Foghorn

It would have been early, 5 am or thereabouts, when our sleep was interrupted by a long, loud blast on a ship’s horn. My other half was not impressed, saying it was a bit antisocial. It blasted again a few times more and then stopped. Later when we got up we couldn’t see the water or the bank opposite. It looked as though a cloud had parked in front of us. The blast was probably a cruise liner or cargo ship moving out along a stretch of river also used by small boats and rowers. So the foghorn may have woken the folks along the shore, but those on the water needed it.

One of the more ridiculous lies I have wrapped my scaredy-cat self in over the years goes like this: offence is worse than warning. So the best thing to do is to say nothing and hope that by being a really super-nice person others might be intrigued enough to give me opportunities to share the hope I have in Jesus. If I was really serious about that I should have got myself one of those badges pyramid sellers used to wear. ‘I’m a Christian. Ask me how.’
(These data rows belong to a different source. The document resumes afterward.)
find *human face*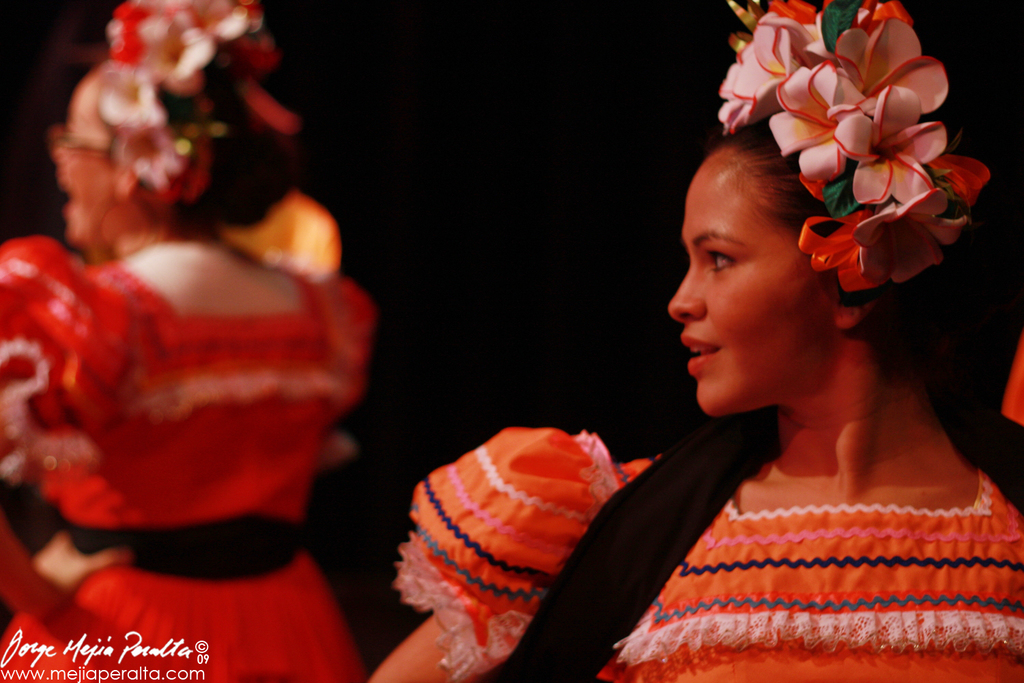
{"left": 665, "top": 147, "right": 840, "bottom": 423}
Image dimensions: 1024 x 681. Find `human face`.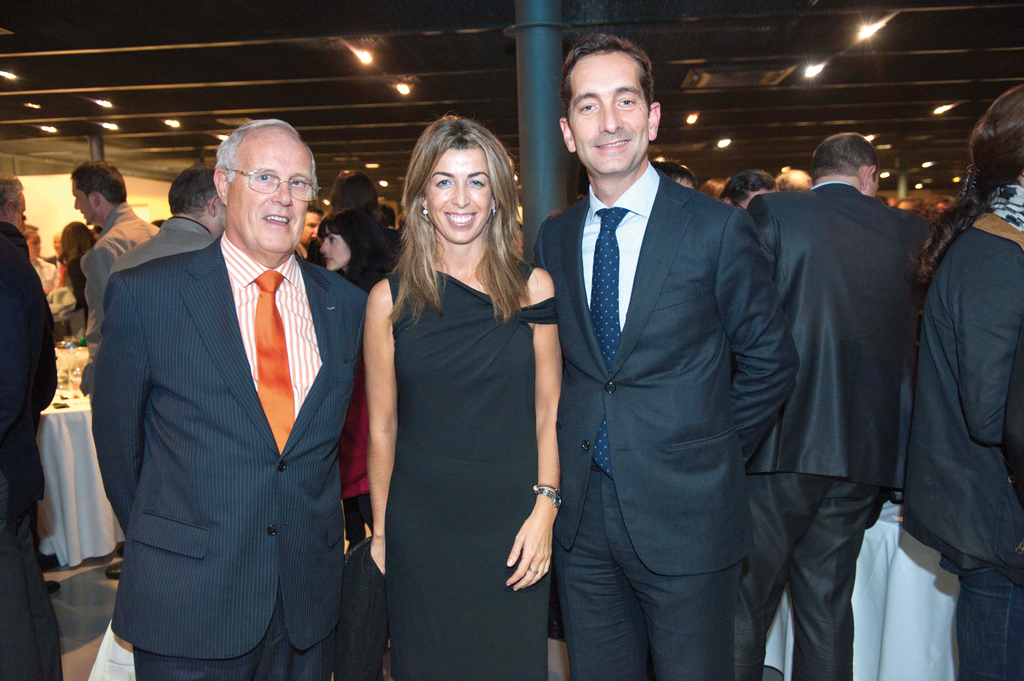
{"left": 673, "top": 172, "right": 687, "bottom": 188}.
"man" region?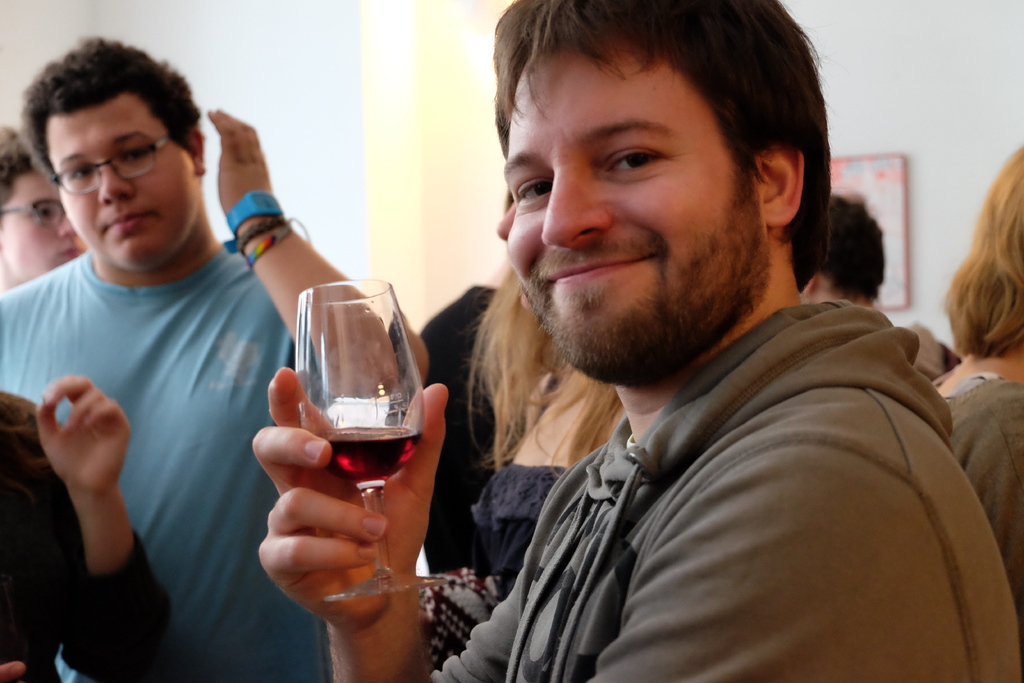
(0, 22, 442, 682)
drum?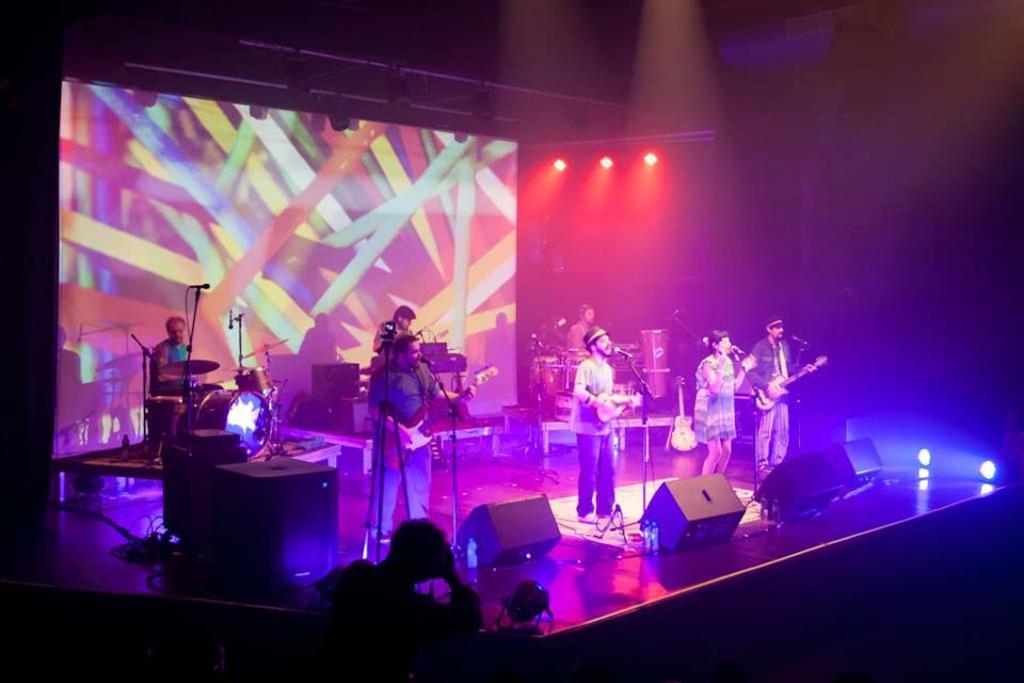
(left=528, top=356, right=559, bottom=416)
But I didn’t. Because for one thing, I was not nice enough consistently enough to arouse much curiosity. Truth. For another, I didn’t really have much to tell people in response to any question they might ask me. Thinking about talking to anyone about my faith made my palms sweaty. Still does at times. But I saw a cartoon that gave me pause. It showed the devil leading a man off to hell and an angel leading another off to heaven. The condemned man is looking at the other with disbelief. The caption reads: Bob! You never told me you were a Christian!
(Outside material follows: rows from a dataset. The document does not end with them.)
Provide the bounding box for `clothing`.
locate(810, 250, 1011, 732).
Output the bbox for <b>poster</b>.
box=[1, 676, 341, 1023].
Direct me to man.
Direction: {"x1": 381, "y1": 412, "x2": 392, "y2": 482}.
If you’re in the dark and you’re in danger you need someone to warn you. If you choose not to believe them that’s your choice. If I see the danger but am too shy/scared to tell you, that makes me not at all nice. That makes me something else entirely. As Penn Jillette, not shy about his atheism, puts it so well here.

Evangelism the party game

Last night I went to a Christmas dinner with an amazing diverse group of women with a shared interest in Italian language and culture. The group has been meeting over nearly twenty years to have Italian conversation, eat wonderful antipasti and generally have a nice time.

It was my first Christmas dinner and so I was unaware of the traditional activity, which varies each year, but usually involves some kind of party game. Last year they all had to wear hats with a word they couldn’t see and they had to guess it from the clues others gave them.
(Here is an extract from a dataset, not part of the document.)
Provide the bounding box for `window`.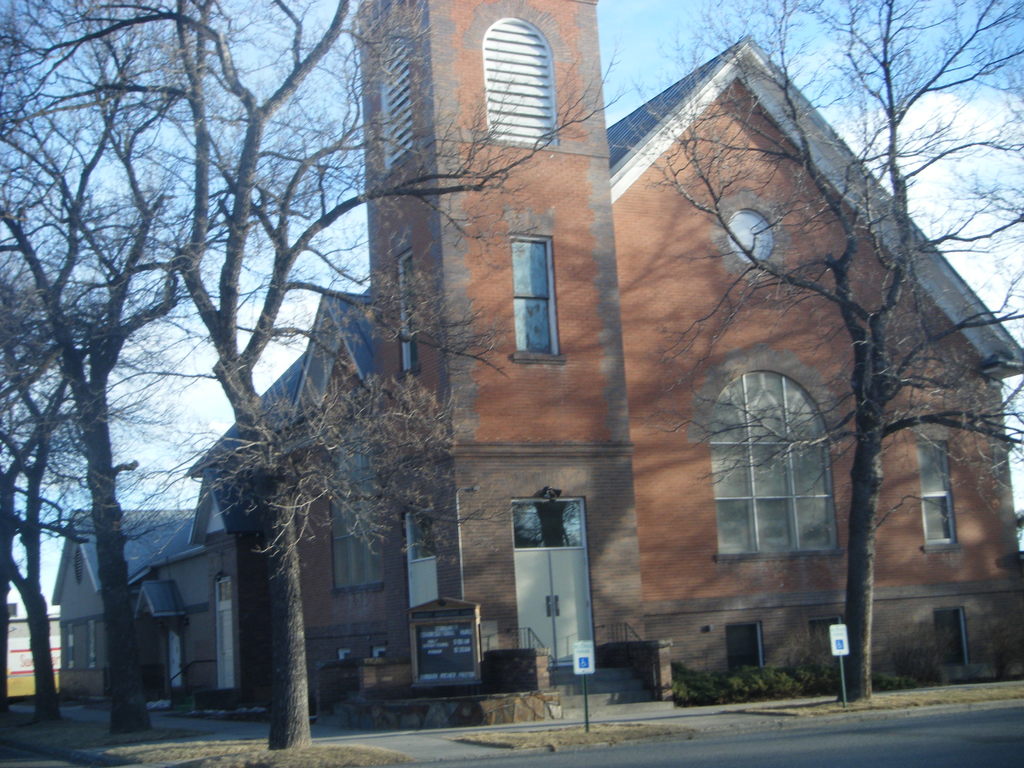
rect(385, 43, 417, 170).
This year we all had phrases taped underneath our chairs. These were random, mostly surreal statements that we had to slip into conversation without detection. Once we’d all had our first go at the munchies and got settled, we were allowed to read our slips of paper. Mine said ‘I love Italian cheese but I prefer Kraft singles’. I couldn’t say it with a straight face, not between mouthfuls of delicious Italian nibbles, so I gave the game away instantly. My partner worked hers into an otherwise perfectly normal chat about holiday destinations. Mind you her sentence was much easier than mine: ‘if I won the lottery I’d buy a house in Tuscany’.

It was a great game, and funny to see people leading conversations off in weird directions so they could work their phrase in undetected. It was a lot of fun but for a while I was silent, paralysed by the need to fit this unfamiliar set of words into my conversation. My phrase felt like a burden I had to get rid of. Others had the same problem, to the point where they couldn’t play the game at all.

And it made me think of the formulaic evangelism that I was taught growing up, the three- or five-point scripts intended to show people their need for God, His work in Christ and the great plan of salvation. I never used any of them because they felt a bit like a set of random sentences inserted into a completely different context. Like this party game.

I dislike scripts. They feel manipulative and inflexible. But I know they work for some. For those who, like in this game, spend the time to bring the conversation round, set the context and then gently introduce the script. For a long time I felt that there must be something wrong with me because I have always found it so hard to even set the scene for prepackaged words about God. For me it simply doesn’t work. It feels awkward and false. Not because God is false, but precisely because He is real.